Wednesday, August 27, 2008

CATS Task Force Notes – 26 Aug 08 Meeting

Once again, major media reporters were absent, so this may be the only eye-witness account you will see of second meeting of the CATS Assessment and Accountability Task Force in Frankfort.

Education Commissioner Jon Draud opened the meeting by emphasizing – again – that he was not looking for this group to suggest dramatic changes in CATS. He wants to put off any substantial changes until after 2014.

Draud’s position clearly didn’t sit well with Kentucky State Senator Dan Kelly. Kelly challenged Draud’s statement that putting off changes until after 2014 was a consensus position. Kelly correctly pointed out that the committee so far has taken no votes on any positions and has not reached any consensus about direction.

The meeting’s biggest surprise – a disappointing note – was Jim Applegate’s announcement that he is leaving his position as Vice President for Academic Affairs at the Kentucky Council on Postsecondary Education. As a consequence, Jim is also resigning from the CATS task force.

Applegate took a few minutes to share departure comments about what the task force needs to do regarding the CATS assessments. In a key part of his statement, Applegate said:

“If out of all of this we don’t end up with an assessment system that allows us at every step of the way to understand where the individual child is on the road to the next step after high school, on to college, on to the skilled workplace, whether they’re behind, they’re ahead, they’re on track – and, it’ll help us understand how to intervene with that child to do the right thing and then allows us longitudinally to reassess at a point in the future to know whether our interventions work or not – then, I don’t know why we’re even bothering to assess. You know, uh, I don’t know what the point is.

It’s all well and good to say this school’s doing good by some standard, and that school’s doing good by some standard, but if the students aren’t moving on to the next levels successfully – if that’s not what our focus is – then I don’t know why we even bother. I don’t care that school X is hitting better at some measure than school Y. I don’t. I care whether the kids that come out of that school are ready to move to the next level.”


I couldn’t have said it better, and Applegate’s well-directed focus will be missed both on the task force and throughout Kentucky. He has been remarkably forthright with the citizens of the commonwealth, a quality too often lacking in Frankfort.

Applegate’s departure leaves one lone postsecondary education voice on the task force, rendering the group more dominated by K to 12 professionals than ever.
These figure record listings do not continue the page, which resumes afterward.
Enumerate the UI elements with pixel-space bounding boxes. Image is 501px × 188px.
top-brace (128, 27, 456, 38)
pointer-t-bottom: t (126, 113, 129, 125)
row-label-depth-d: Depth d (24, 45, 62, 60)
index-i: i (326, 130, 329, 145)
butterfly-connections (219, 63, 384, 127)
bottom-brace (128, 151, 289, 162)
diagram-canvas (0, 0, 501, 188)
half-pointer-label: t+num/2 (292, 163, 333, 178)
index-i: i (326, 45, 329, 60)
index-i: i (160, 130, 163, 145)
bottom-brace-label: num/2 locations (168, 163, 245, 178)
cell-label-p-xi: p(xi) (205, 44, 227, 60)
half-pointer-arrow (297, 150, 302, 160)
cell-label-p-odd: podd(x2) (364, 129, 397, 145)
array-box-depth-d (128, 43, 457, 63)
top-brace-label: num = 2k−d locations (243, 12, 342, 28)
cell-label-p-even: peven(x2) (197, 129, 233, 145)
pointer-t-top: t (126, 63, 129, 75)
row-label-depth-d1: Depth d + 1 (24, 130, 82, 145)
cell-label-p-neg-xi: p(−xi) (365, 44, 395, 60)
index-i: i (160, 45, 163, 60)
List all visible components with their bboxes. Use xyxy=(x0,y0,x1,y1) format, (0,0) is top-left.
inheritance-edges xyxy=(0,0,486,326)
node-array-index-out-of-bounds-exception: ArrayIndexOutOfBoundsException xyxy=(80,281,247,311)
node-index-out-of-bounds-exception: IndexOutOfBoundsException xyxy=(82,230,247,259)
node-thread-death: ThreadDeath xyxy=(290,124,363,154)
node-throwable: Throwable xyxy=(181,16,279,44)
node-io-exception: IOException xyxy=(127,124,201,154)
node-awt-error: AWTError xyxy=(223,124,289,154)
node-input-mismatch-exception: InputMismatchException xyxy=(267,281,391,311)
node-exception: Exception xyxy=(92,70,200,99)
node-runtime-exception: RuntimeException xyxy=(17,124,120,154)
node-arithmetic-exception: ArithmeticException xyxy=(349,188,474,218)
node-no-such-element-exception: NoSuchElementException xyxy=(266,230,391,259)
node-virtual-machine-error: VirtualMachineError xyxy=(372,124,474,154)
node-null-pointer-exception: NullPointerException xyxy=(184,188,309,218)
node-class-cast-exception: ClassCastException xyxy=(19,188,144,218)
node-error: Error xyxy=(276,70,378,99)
That will make it harder still for this group to overcome a self-interested inward focus that might not lead to the best answers for CATS and, ultimately, for the children of Kentucky – a situation that might not be lost on Applegate who summarily left the meeting right after his short presentation.

There was a considerable amount of discussion about writing portfolios in CATS. While there is wide agreement that portfolios are a good instructional aid to teaching writing, there is tremendous controversy within the group about whether the portfolios should stay in the CATS and whether teachers will drop portfolios – even abandon writing instruction in general – if portfolios are taken out of the assessment.
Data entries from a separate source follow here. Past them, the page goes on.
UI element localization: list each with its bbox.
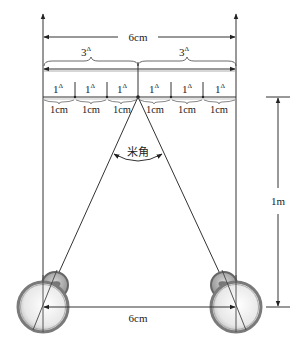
svg-text:1Δ: 1Δ bbox=[117, 82, 128, 95]
prism-symbol: Δ bbox=[58, 82, 63, 90]
svg-text:1Δ: 1Δ bbox=[149, 82, 160, 95]
unit-cm-labels: 1cm 1cm 1cm 1cm 1cm 1cm bbox=[50, 104, 228, 115]
vertical-distance-label: 1m bbox=[271, 195, 286, 207]
prism-symbol: Δ bbox=[187, 82, 192, 90]
prism-symbol: Δ bbox=[90, 82, 95, 90]
top-distance-label: 6cm bbox=[129, 31, 148, 43]
unit-cm-label: 1cm bbox=[146, 104, 164, 115]
meter-angle-diagram: 6cm 3Δ 3Δ 1Δ 1Δ 1Δ 1Δ 1Δ 1Δ bbox=[0, 0, 299, 347]
unit-cm-label: 1cm bbox=[178, 104, 196, 115]
unit-cm-label: 1cm bbox=[82, 104, 100, 115]
half-prism-braces: 3Δ 3Δ bbox=[44, 45, 236, 66]
unit-prism-labels: 1Δ 1Δ 1Δ 1Δ 1Δ 1Δ bbox=[53, 82, 226, 95]
meter-angle-label: 米角 bbox=[127, 146, 149, 159]
svg-text:3Δ: 3Δ bbox=[81, 45, 92, 58]
prism-symbol: Δ bbox=[86, 45, 91, 53]
unit-cm-label: 1cm bbox=[210, 104, 228, 115]
prism-symbol: Δ bbox=[220, 82, 225, 90]
prism-symbol: Δ bbox=[184, 45, 189, 53]
unit-cm-label: 1cm bbox=[50, 104, 68, 115]
vertical-distance-dimension: 1m bbox=[266, 97, 290, 307]
unit-cm-label: 1cm bbox=[113, 104, 131, 115]
svg-text:3Δ: 3Δ bbox=[179, 45, 190, 58]
svg-text:1Δ: 1Δ bbox=[53, 82, 64, 95]
prism-symbol: Δ bbox=[154, 82, 159, 90]
svg-text:1Δ: 1Δ bbox=[182, 82, 193, 95]
svg-text:1Δ: 1Δ bbox=[215, 82, 226, 95]
pupil-distance-label: 6cm bbox=[129, 312, 148, 324]
svg-text:1Δ: 1Δ bbox=[85, 82, 96, 95]
prism-symbol: Δ bbox=[122, 82, 127, 90]
top-distance-dimension: 6cm bbox=[44, 31, 235, 43]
One surprisingly candid comment came from a somewhat unexpected source, Jon Draud’s hand-picked testing expert Doris Redfield, the only testing expert in this entire group.

Dr. Redfield said:
“If you are going to do an assessment of learning – an accountability assessment, an achievement assessment – what you want are the students’ very best possible products – that’s probably measured on-demand because of the reliability and validity factors.”


In other words, measuring writing on an assessment is most properly done with on-demand writing prompts such as those already given during the CATS tests. In contrast, writing portfolios do not provide the same level of reliable and valid scores.

There isn’t anything new in Redfield’s statement, but it was refreshing to hear her echo this, anyway.

Unfortunately, one of the best questions placed before the committee regarding portfolios came at the very end of the meeting. That’s when Steve Stevens, the President of the Northern Kentucky Chamber of Commerce, asked how we can be so sure portfolios belong in our assessment when Tennessee outscored us on the recent National Assessment of Educational Progress on-demand writing assessment and that state does not use them in its assessment program (If you want to know how Tennessee did on writing [they ‘whupped’ us], just click here).

Tennessee’s writing performance was added to the agenda for the next task force meeting, and it will be interesting to see what develops. I hope there is also a discussion of how Tennessee beat us without having any open-response questions on their other academic tests, as well.

I also hope, as Jim Applegate implored, that the committee keeps their eye on the real ball. The CATS is a hugely expensive program. We should get a lot more for our money from this exam, but as Applegate hinted, we don’t get anything reliable about individual students and their performance over time. We don’t really get much we can trust about teachers and the education programs they are using, either.

If we can get away from a lot of 20-year-old, out-of-date thinking about testing, we probably can run CATS more efficiently and effectively while we do a much better job of helping students.

And, I don’t think Kentuckians want to wait until after 2014 before making that happen.